Flight of the imagination


Before retiring in 1968, Juan Trippe, the charismatic founder of Pan American World Airways, ordered 25 Boeing 747s. The world’s largest airline would never recover from this bold move: by 1971, when the first of these ‘jumbo jets’ flew under the Pan Am brand, the company – weighed down by recession, inflation and increased competition – was already heading towards breakdown.

Elected chairman in 1970, Najeeb Halaby tried to inject new life into this notoriously conservative, unsophisticated corporation with a redesign of its visual identity. Tipped by his friend Eliot Noyes, Halaby commissioned Ivan Chermayeff to do the job.

Chermayeff and Tom Geismar ran one of New York’s most influential design practices: their portfolio included identity systems for corporations such as the Chase Manhattan Bank, Mobil and Xerox; as well as graphics for the United States pavilions at the Expo ’67 (Montreal) and Expo ’70 (Osaka) world exhibitions.

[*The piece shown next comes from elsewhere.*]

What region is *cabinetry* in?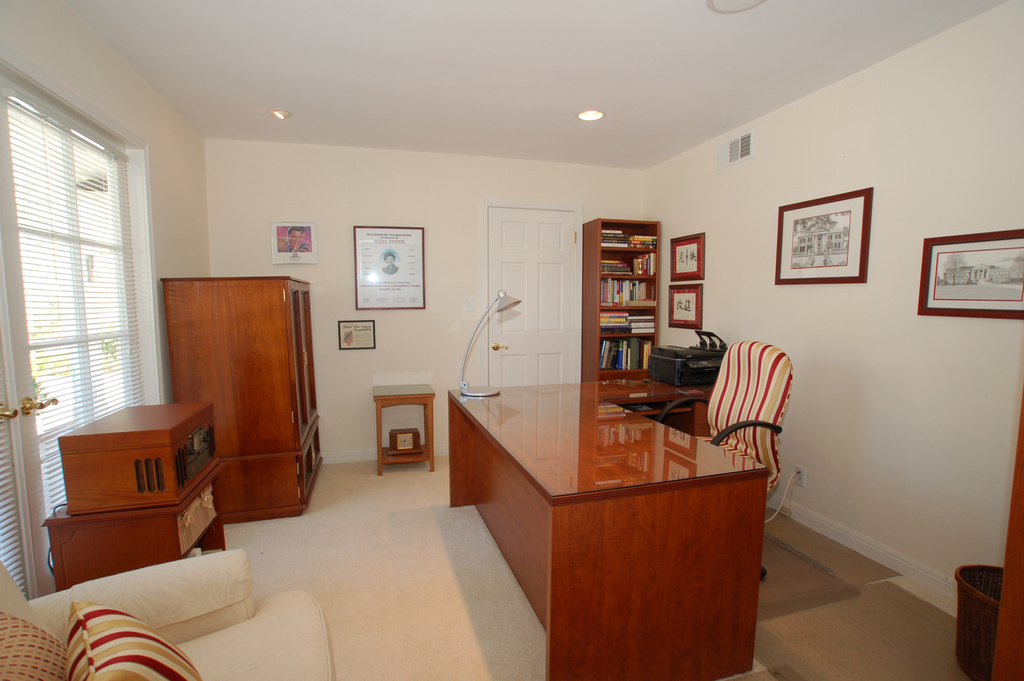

Under the supervision of Patrick Friesner, Pan Am’s head of sales and promotion, Chermayeff & Geismar was one of a handful of studios taken on to produce, at a frenzied pace, promotional materials that carried the new identity; others included George Tscherny, Rudolph de Harak and, in London, Alan Fletcher.

Ivan Chermayeff himself art-directed a set of posters for Pan Am offices and travel agents around the world. ‘The whole idea of this series,’ he said in a recent interview, ‘was to make a simple statement about some part of the world … and to use that simple, straightforward message with the Pan Am identity. Make it as little “corporate” as possible and make as much a sense of adventure and of the place as possible.’

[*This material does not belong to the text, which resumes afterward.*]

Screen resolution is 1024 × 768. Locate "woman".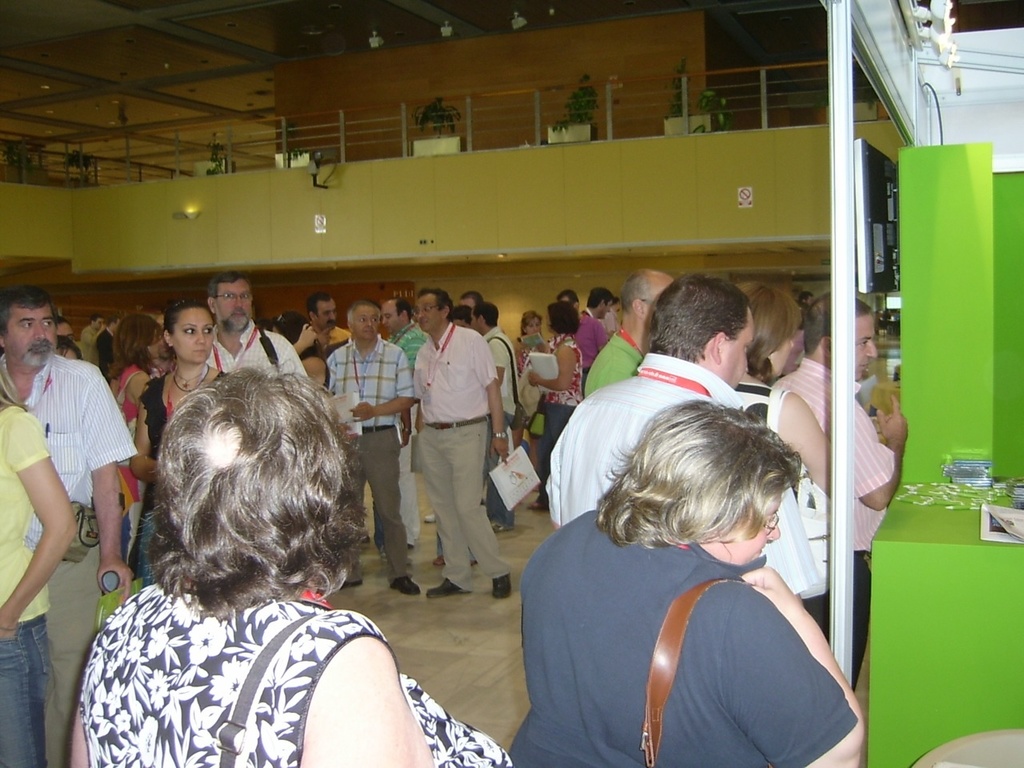
<region>720, 278, 862, 596</region>.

According to both Chermayeff and William Sontag, his designer on the job, it was the evocative, often solemn, photographs of far-flung destinations that ‘made’ these posters. Some were shot by Magnum photographers such as Burt Glinn, for Bali and Japan (not shown here) under an agreement between the airline and the agency.

The posters from the first, 1971, series carry only the airline’s logotype and the destination, both set in neutral Helvetica Medium. In 1972 the ‘Pan Am’ line became ‘Pan Am’s World’, emphasising the airline’s global ambition.

Chermayeff’s Swiss-style, late-Modernist identity programme and posters may have been in tune with the spirit of their time, but Pan Am proved not to be.

‘No effort was made to explain and justify the adoption of enlightened design policies or to get senior staff on board,’ says Patrick Friesner, Pan Am’s head of sales and promotion. ‘They were well aware that the company was struggling but regarded this new direction more as an imposition rather than as a potential help to them.’

When, blamed for the airline’s worsening financial crisis, Halaby was forced to resign in 1972, it would be fair to say that his successors ‘lost the plot’, Friesner admits. ‘Interest in and commitment to modern graphics…and good design in general was limited to very few people – well, there was Halaby and me!’

Once Halaby had gone, Pan Am’s identity, graphics and visual language regressed to pre-1971 standards. What could have been a long-lasting undertaking – as were many of Chermayeff & Geismar’s other redesigns of that period – became a fleeting affair.

But these forgotten posters remain captivating pieces of graphic design and art direction. New York’s Museum of Modern Art acquired six of them in 1972, which were recently displayed to critical acclaim, calling attention to a tiny but extraordinary fold in the visual history of a corporation.